The sixth-grade students are moving their personal belongings from Lowther North Intermediate School. They won’t start classes in EMS until after the holiday break.

“They come with their backpacks and all of their stuff out of their lockers from the Lowther campus and we’ve assigned them into lockers here,” said Moore. “So they were able to come, unpack, learn a brand new combination and have plenty of time to stand down there and how to get that locker opened.”

During the break, crews will move the classrooms from Lowther North to EMS. Once everything is moved, teachers will get an opportunity to grab extra furniture or other personal items left behind to fill out their new classrooms.

“Those teachers will probably notice a change in size in their classroom spaces,” said Moore. “The classrooms at Lowther are configured very differently. They’re bigger. They just have some unique nooks and crannies that teachers have used pretty well for reading corners and different little nooks for kids. We don’t have those here.”

“They told us is they haven’t used it in a year, don’t move it.” said Vickie Dinkel, a sixth-grade classroom teacher at Lowther North Intermediate School since 1986, the longest of any teacher there. “So we’re leaving a bunch of stuff here.”

Dinkel is familiar with the building having taught almost everywhere in the structure built in 1911.

“I have taught on every floor of this building,” she said. “I started in the basement and it was dungeon like.

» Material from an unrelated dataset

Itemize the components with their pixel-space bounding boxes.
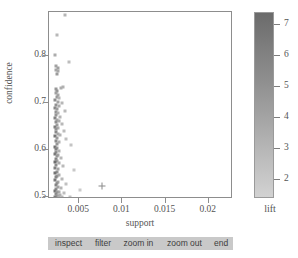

Then I moved to first floor and then last year second floor and this year third floor.”

The 25-year veteran of Lowther North said her favorite floor to teach on was the first floor.

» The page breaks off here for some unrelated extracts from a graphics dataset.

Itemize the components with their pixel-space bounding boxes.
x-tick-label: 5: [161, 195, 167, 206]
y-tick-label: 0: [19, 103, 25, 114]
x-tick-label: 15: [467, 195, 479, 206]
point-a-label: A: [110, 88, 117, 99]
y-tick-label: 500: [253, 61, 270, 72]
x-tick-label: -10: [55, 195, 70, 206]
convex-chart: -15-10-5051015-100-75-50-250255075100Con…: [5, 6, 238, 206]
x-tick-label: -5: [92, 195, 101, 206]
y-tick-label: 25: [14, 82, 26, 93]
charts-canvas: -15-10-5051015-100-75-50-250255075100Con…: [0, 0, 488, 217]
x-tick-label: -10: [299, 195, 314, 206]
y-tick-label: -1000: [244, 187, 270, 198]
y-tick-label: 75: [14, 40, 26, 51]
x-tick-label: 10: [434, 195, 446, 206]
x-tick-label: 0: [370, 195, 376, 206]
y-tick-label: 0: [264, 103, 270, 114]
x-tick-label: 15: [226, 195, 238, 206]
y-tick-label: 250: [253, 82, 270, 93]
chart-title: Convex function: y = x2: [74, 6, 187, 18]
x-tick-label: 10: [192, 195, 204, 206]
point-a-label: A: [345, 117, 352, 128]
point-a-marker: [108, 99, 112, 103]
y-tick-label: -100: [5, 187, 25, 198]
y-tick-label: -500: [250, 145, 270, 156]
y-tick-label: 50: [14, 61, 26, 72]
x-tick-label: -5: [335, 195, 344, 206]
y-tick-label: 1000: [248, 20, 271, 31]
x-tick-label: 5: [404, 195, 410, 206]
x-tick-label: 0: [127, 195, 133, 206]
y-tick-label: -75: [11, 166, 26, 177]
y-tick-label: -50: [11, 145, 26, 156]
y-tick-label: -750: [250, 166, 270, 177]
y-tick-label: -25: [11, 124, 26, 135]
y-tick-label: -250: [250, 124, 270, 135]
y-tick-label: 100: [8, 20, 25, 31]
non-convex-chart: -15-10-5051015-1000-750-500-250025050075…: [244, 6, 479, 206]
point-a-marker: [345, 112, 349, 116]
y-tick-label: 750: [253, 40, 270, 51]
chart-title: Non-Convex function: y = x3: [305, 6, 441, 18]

“The view out the window was the best and convenient to everything,” said Dinkel. “The stairs were killers. That’s one thing we’re not going to miss.”

Once the move is complete, the sixth-graders will be mostly segregated from the older students. Moore said that will help ease the transition.

“I think they’re hearing a lot of crazy stories from the older kids,” she said. “ ... We’ve decided that keeping sixth-grade more intact and keeping them in their own space is an important thing to do. So as we started planning this space and planning where people would be located in this space, I’ve worked to get seventh- and eighth-grade staff into seventh- and eight- grade wings.”

Despite the move into the new wing, the multi-purpose room still has work left to be done on it. The weather has slowed construction crews. The project is expected to be completed sometime in the spring semester.

“I am not certain on a completion date myself,” said Moore.